Chasing New Suns is science fiction with heart.

My Review: 

I first read this author’s short story, “Five Days Until Sunset”, in Writers of the Future, Volume 40, and as you will see from my review of that story below, I loved it. It turned out to be one of my favorites in a collection of mostly excellent stories.

So when the author contacted me about reviewing this new collection of stories, a collection that included a sorta/kinda followup to “Five Days”, I was all in. And as you will also see from my reviews of the rest of the stories in the book, I’m very glad I said “YES!” to the whole thing.

“Five Days Until Sunset” (originally published in L. Ron Hubbard Presents Writers of the Future, Volume 40)
In spite of what a whole lot of SF would have one believe, the likelihood is that early colony ships will be a fairly iffy proposition. Which means that this reminds me a bit of Mickey7 but definitely without the humorous bits. Although in this case, it’s not that the planet is barely habitable, but rather that it’s not habitable in the way that the colonists dreamed of. It’s a story about adapting your dreams to your circumstances instead of attempting to force the circumstances to match your dreams. Grade A because the story is good and so complete in its very short length and it even manages to deal well with religion in the future which is really, really hard even in the present.

“The Thursday Plan”
What if? What if history went down a different leg of the trousers of time? What if you could see what is, what was, what might be, and what might have been, all at the same time? What if you could jump between them? That is the dilemma and the opportunity faced by James Mfaxa in a timeline where Apartheid did not end in 1994, but instead continued and became even more repressive with the help of invasive technology that bears a much too sharp resemblance to slave collars – or to an enforcement mechanism of thought police. But that technology – and the jammers used to combat it – give Mfaxa a chance to envision a different world. Not a perfect one – in fact far from it – but a world better than the one he has. If he is willing to take a chance of making his world, perhaps not right but at least right-ER.

I found this to be an A- story in ways that I think are a “me” problem rather than an actual issue with the story. I just didn’t know enough about the history involved for the story to have as big of an impact as it would have for someone who did. And even then it still landed with a thought-provoking bang.

“Problem Solving”
This turned out to be a surprisingly funny story with more than a bit of a sting in its tail. From one perspective, it’s all a bit of a farce, as D.K. discovers that his lifelong run of bad luck isn’t so much bad luck as terrible timing. D.K.’s discovery of this, accompanied as it is by the presence of alien representatives of an intergalactic alliance that give off the whiff of being serious scam artists adds to the fun of the whole thing.

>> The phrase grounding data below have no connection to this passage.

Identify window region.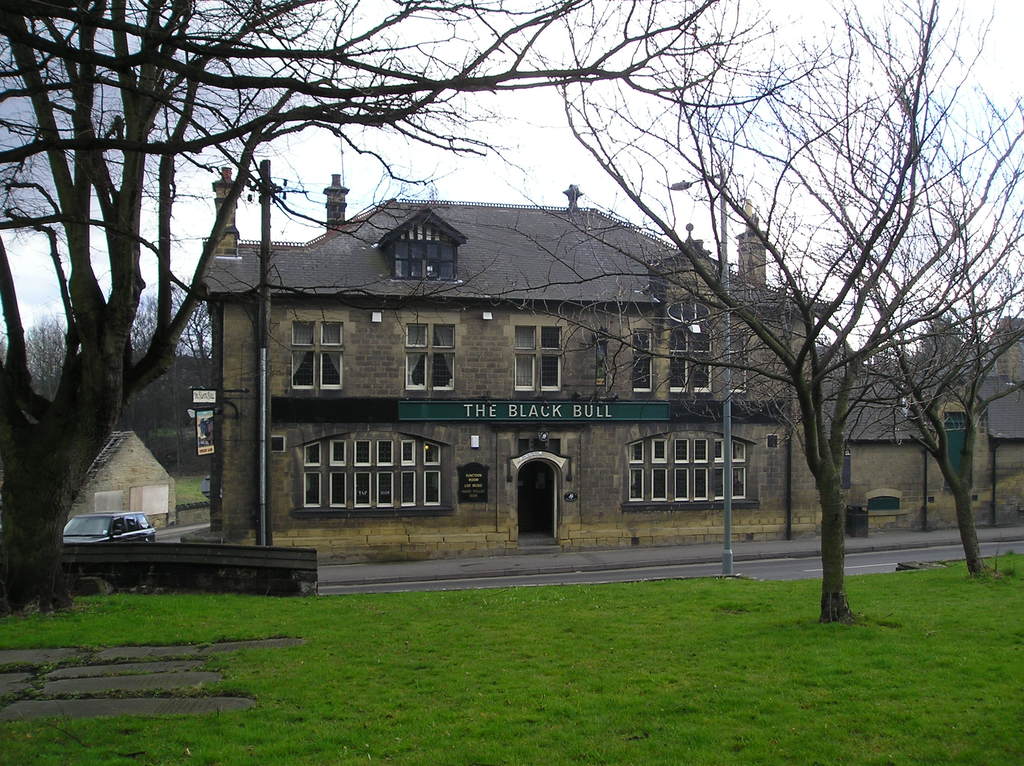
Region: select_region(316, 429, 449, 509).
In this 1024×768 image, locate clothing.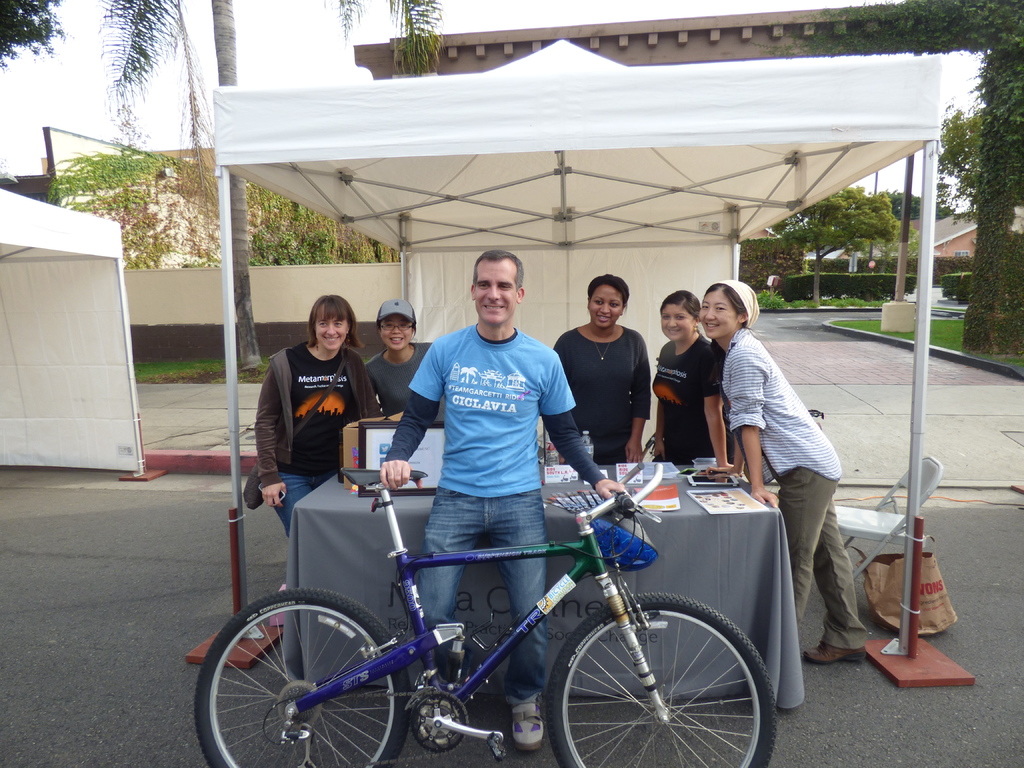
Bounding box: [719, 318, 866, 657].
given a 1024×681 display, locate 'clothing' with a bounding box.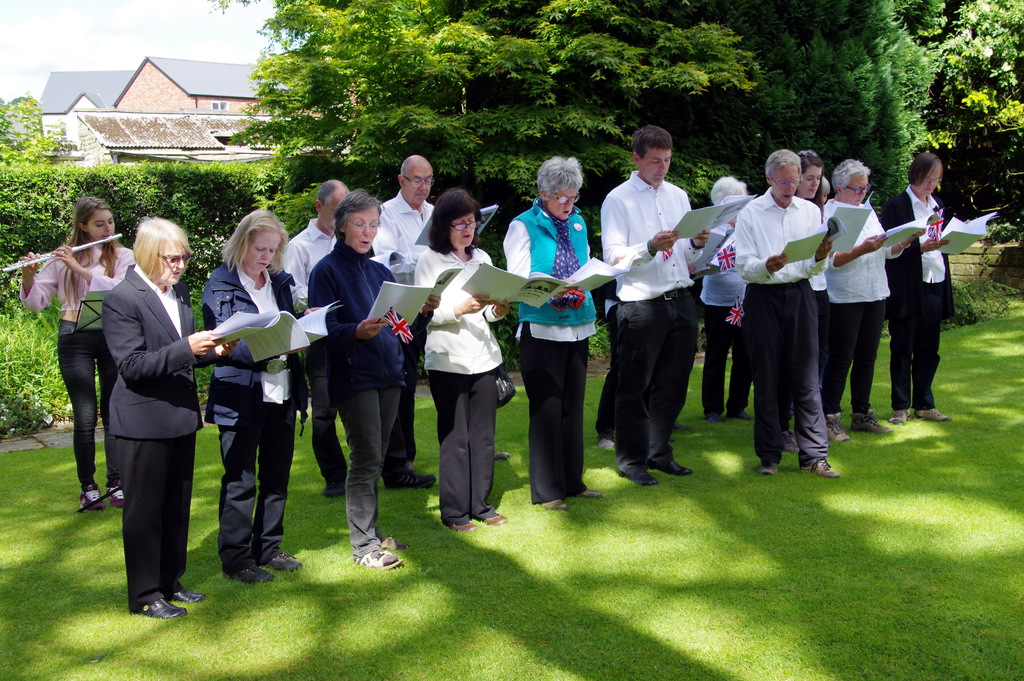
Located: left=694, top=215, right=760, bottom=416.
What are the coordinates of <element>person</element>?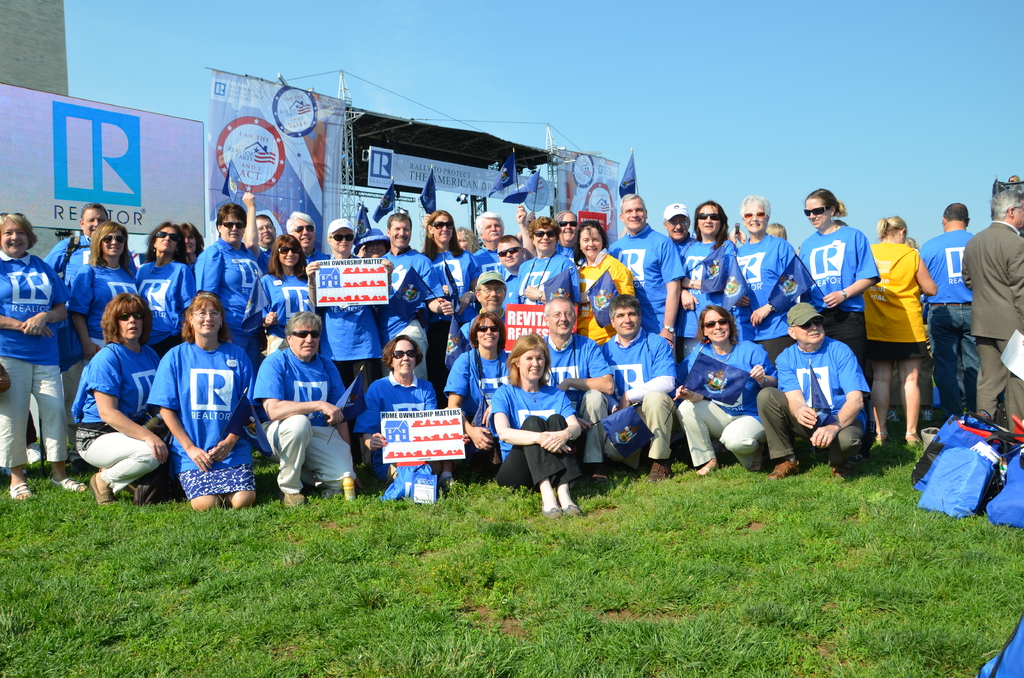
0, 207, 78, 507.
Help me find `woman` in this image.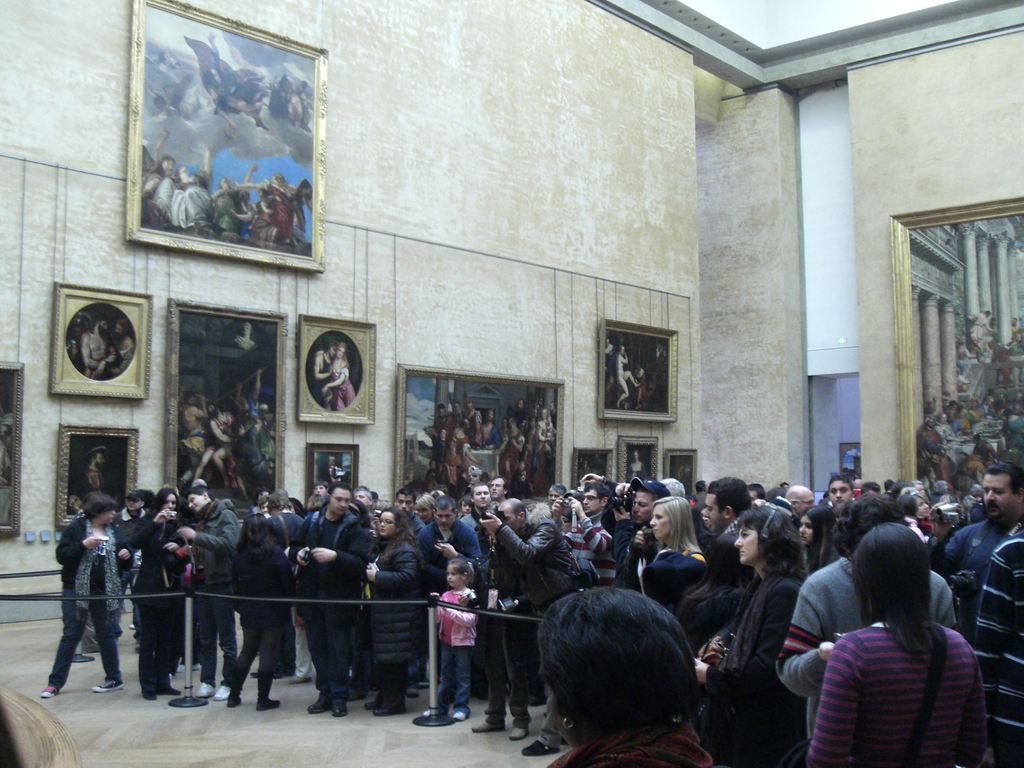
Found it: <box>363,504,420,719</box>.
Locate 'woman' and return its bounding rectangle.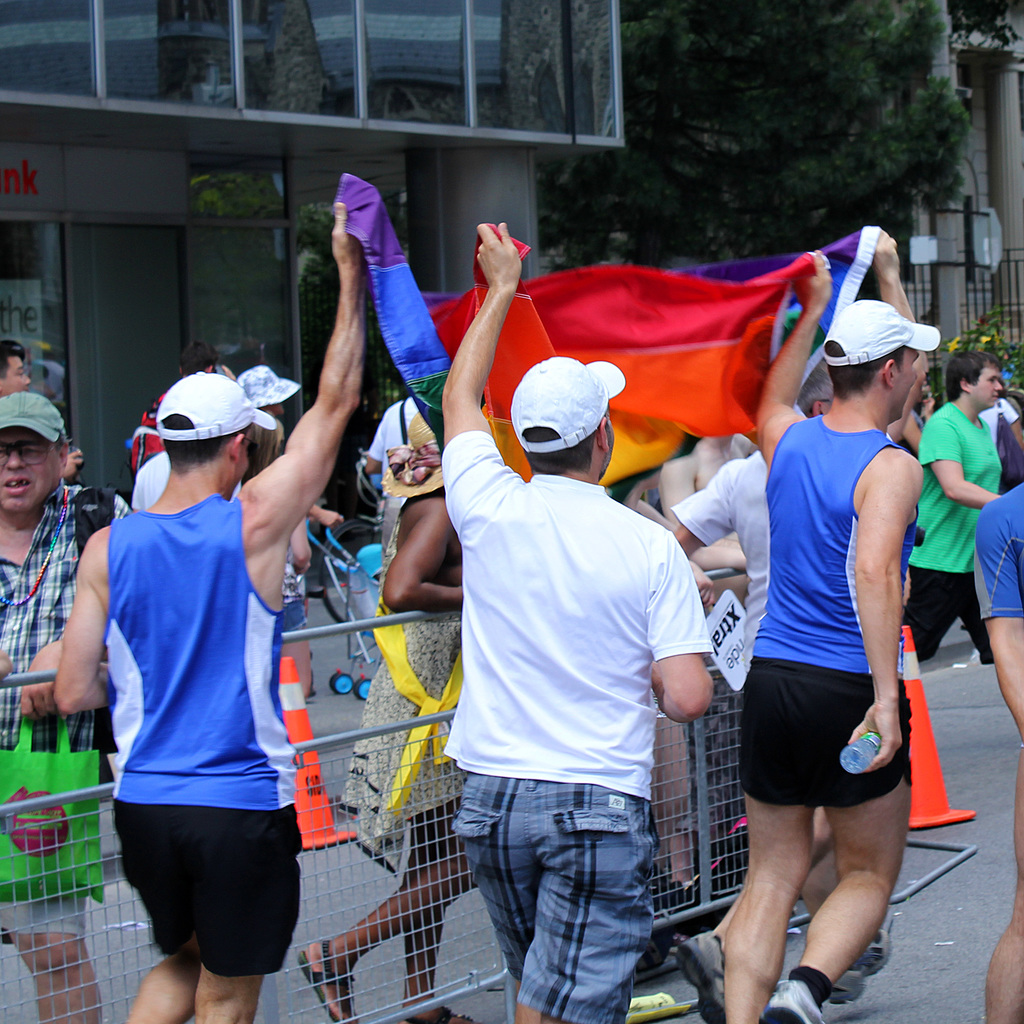
region(242, 416, 282, 489).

The way that D.K. finally manages to take advantage of his combination gift and curse pays off the whole story beautifully. This one isn’t deep – unlike the rest of the collection, and offers a nice change of pace.  Grade B

“Communion”
As I read this one, it reminded me of another story, which I eventually figured out was the story “Nonzero” by Tom Vandermolen in that same Writers of the Future collection that included “Five Days Until Sunset”. Both are stories about humans who have become ‘lost in space’, untethered from whatever ship or habitat they were originally living in. The difference between the two stories is the difference between hope – however tiny – and resignation. Personally, I enjoyed “Nonzero” a bit more because it had that hint of hope – and because the protagonist’s relationship with her AI was considerably more supportive than the one between Matt, Barb, Ismail and Liem in “Communion” as the four honestly don’t like each other much and they are each more alone at their end than the unnamed protagonist of “Nonzero” is with her AI companion.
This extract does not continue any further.